Fair Pay for Artists!

It helps for some of us: 293 albums added last year, 130 from Bandcamp.

There is a big difference between “legal protection” and “mandated compensation”.

I buy from Bandcamp when I can, but many albums I want to buy are not on Bandcamp unfortunately. I can’t believe how difficult some artists make it to buy their music in a digital form, which makes zero sense to me.

1 Like

No kidding. I’ve over the years interacted with some relatively well-known artists who had outsourced their recorded music distribution to incompetent sidekicks. So smart in their music, so clueless with respect to their digital market. Oh well.

1 Like

No but its how artists can control the money they earn without losing it all to the record companies.
Not the place for Taylor Swift and co, but certainly the place that about 80% of what I am listening to is released and purchased and that seems to be getting higher.

It is growing and needs more people that want to spend more than £9.99 on all the Music in the world.
I have purchased 70+ albums this year from Bandcamp and consider it an investment in the bands

This thread is 39 entries long, and the definition of “fair compensation” has yet to surface.

But history has shown that trying to set “fair” compensation for any affinity group is a fool’s errand. The market does a far better job of it than any government mechanism.

1 Like

The solution isn’t Bandcamp. Most music consumers today stream. They don’t buy music. Buying the music of mostly obscure artists on Bandcamp is not a threat to the streaming services or the labels. If a musician wants to be heard, they need to be on the big streaming services.

The problem for many artists is that streaming provides literally no income. Obviously touring has been difficult which has accentuated the problem.

I agree that streaming is the future, hence the need for government intervention to improve the failings of unchecked markets. After all, that’s what happens already in many industries.

1 Like

Its a solution for some bands to get real money, but it is not the solution for the market as a whole I agree.

By using the thousand true fans idea many bands will be able to fund themselves through services like BandCamp and get to keep most of the money they generate.
I don’t really see a UK government shake up of streaming making any headway in the next few years as it will drag out.

Without having properly looked at the numbers, I don’t find streaming to actually be the issue at hand.

Let’s back up a few decades. You had artists playing on radios. Some of them made a lot of money out of royalties. The big ones. Other made jack shhhhht. The small ones. Now comeback to the present and look at streaming - it’s the same thing with one big distinction. Back then people listened to an artist on the radio and went out to buy their records, so they can listen at their own leisure. Nowadays streaming is something people can enjoy at their own leisure so a lot of them don’t buy records anymore - the balance has tipped in that an album must really be worth it to be bought.

That being said, less and less people listen to radio and less are willing to actually buy records. On the other side, you have more and more artists and everyone thinks they deserve to get rich out of it. One should stop and think if they actually deserve that. Some do, obviously, but the majority are just unimaginative me-toos.

I for one still buy physical media, but only after I’ve heard it streaming and I deem it worthy. Can’t buy every damned album that comes out.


# Work instructions
All records below must be written out exactly, with the pictures excluded.

# Supplied material

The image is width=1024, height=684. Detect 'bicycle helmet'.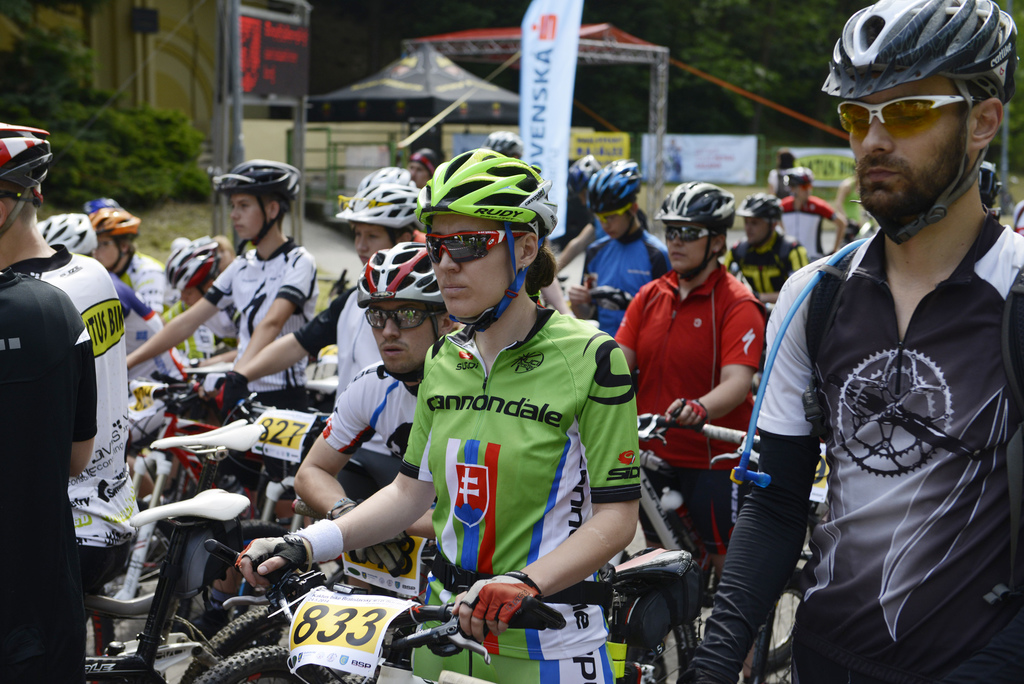
Detection: 586 157 636 217.
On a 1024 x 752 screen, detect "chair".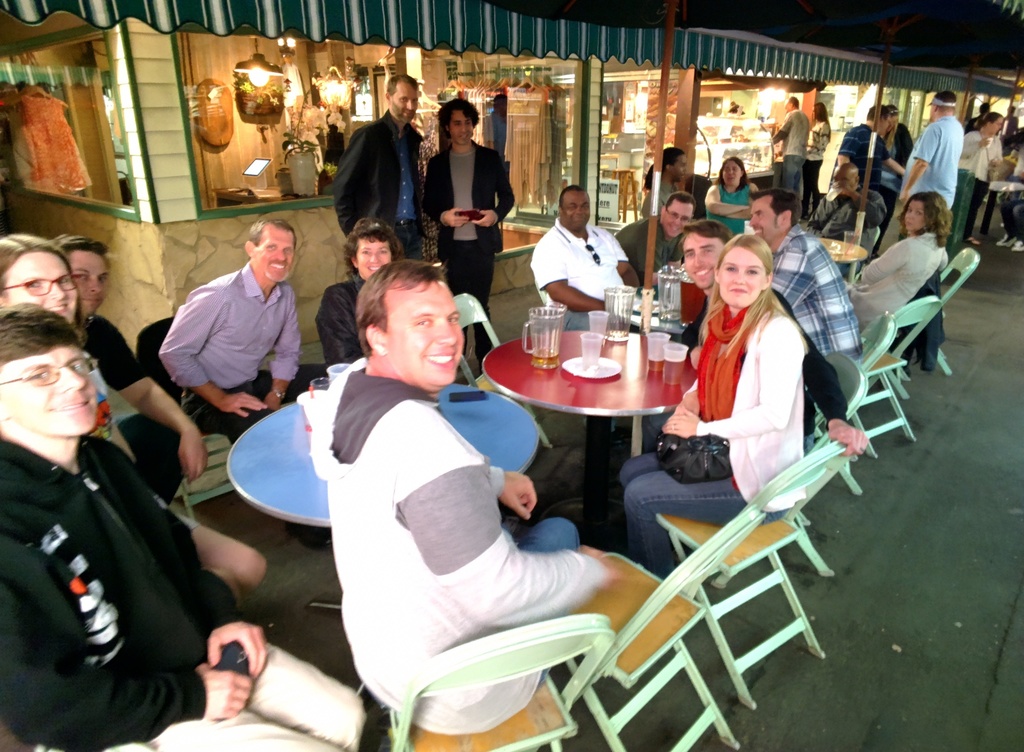
box(135, 320, 240, 520).
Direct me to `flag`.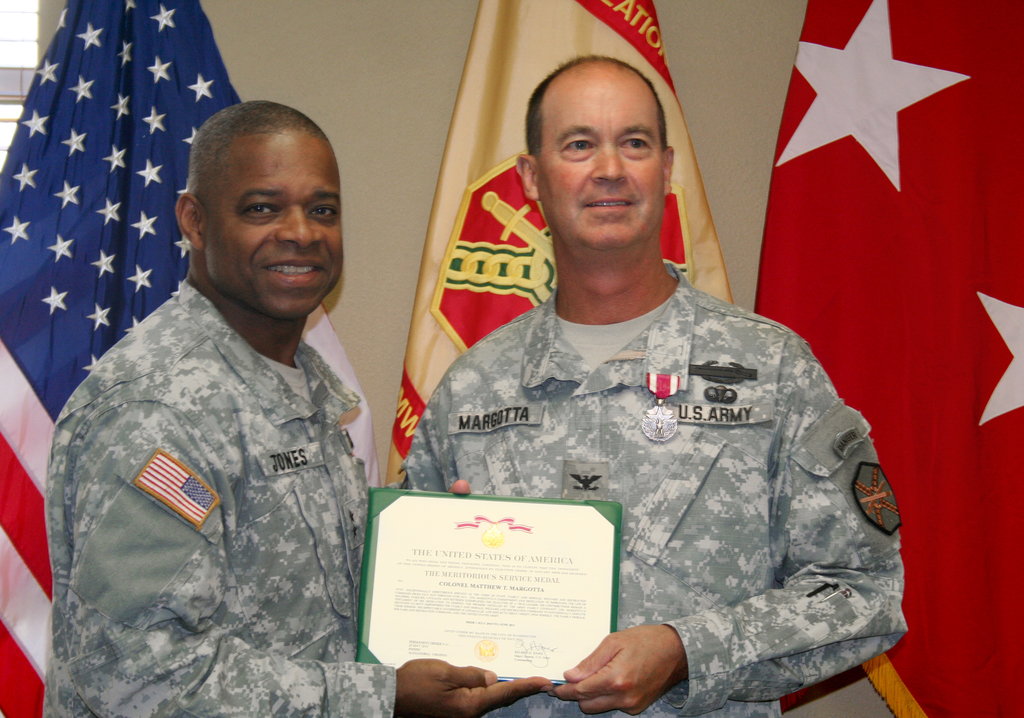
Direction: (x1=0, y1=0, x2=396, y2=717).
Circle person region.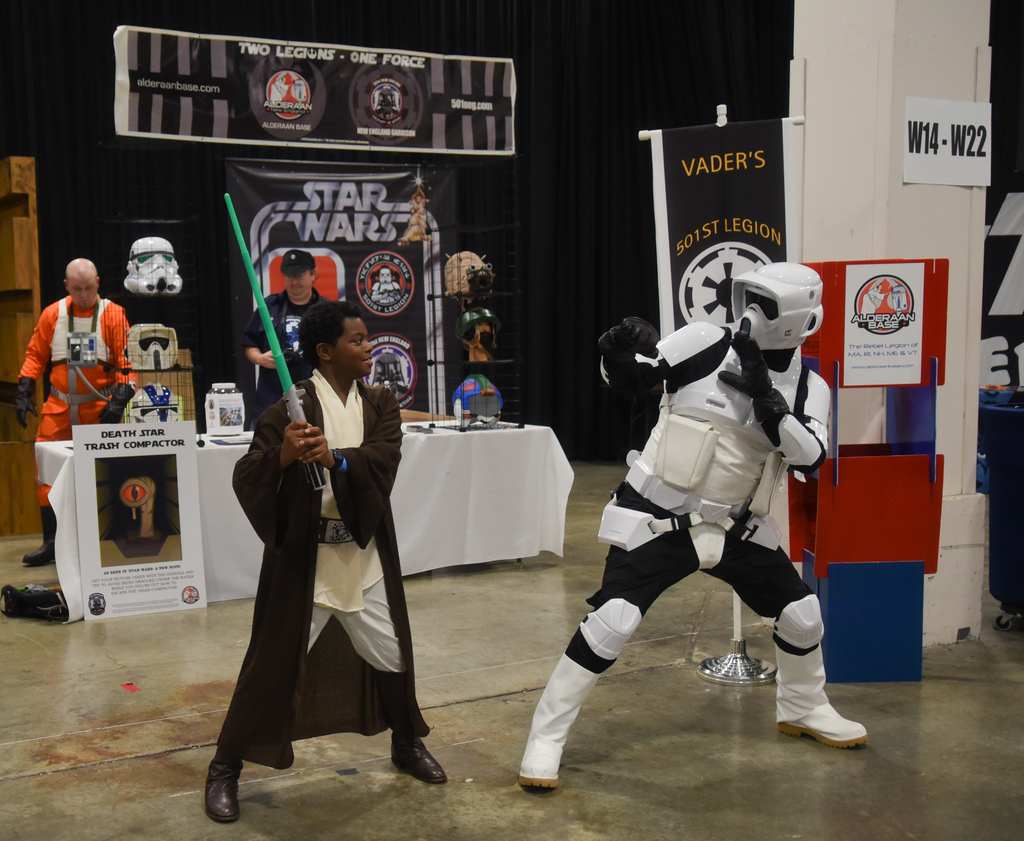
Region: 515,259,869,791.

# Response area
The image is width=1024, height=684. Detect 'bicycle helmet'.
Detection: 586 157 636 217.
On a 1024 x 752 screen, detect "chair".
box(135, 320, 240, 520).
Direct me to `flag`.
Direction: (x1=0, y1=0, x2=396, y2=717).
Circle person region.
Region: 515,259,869,791.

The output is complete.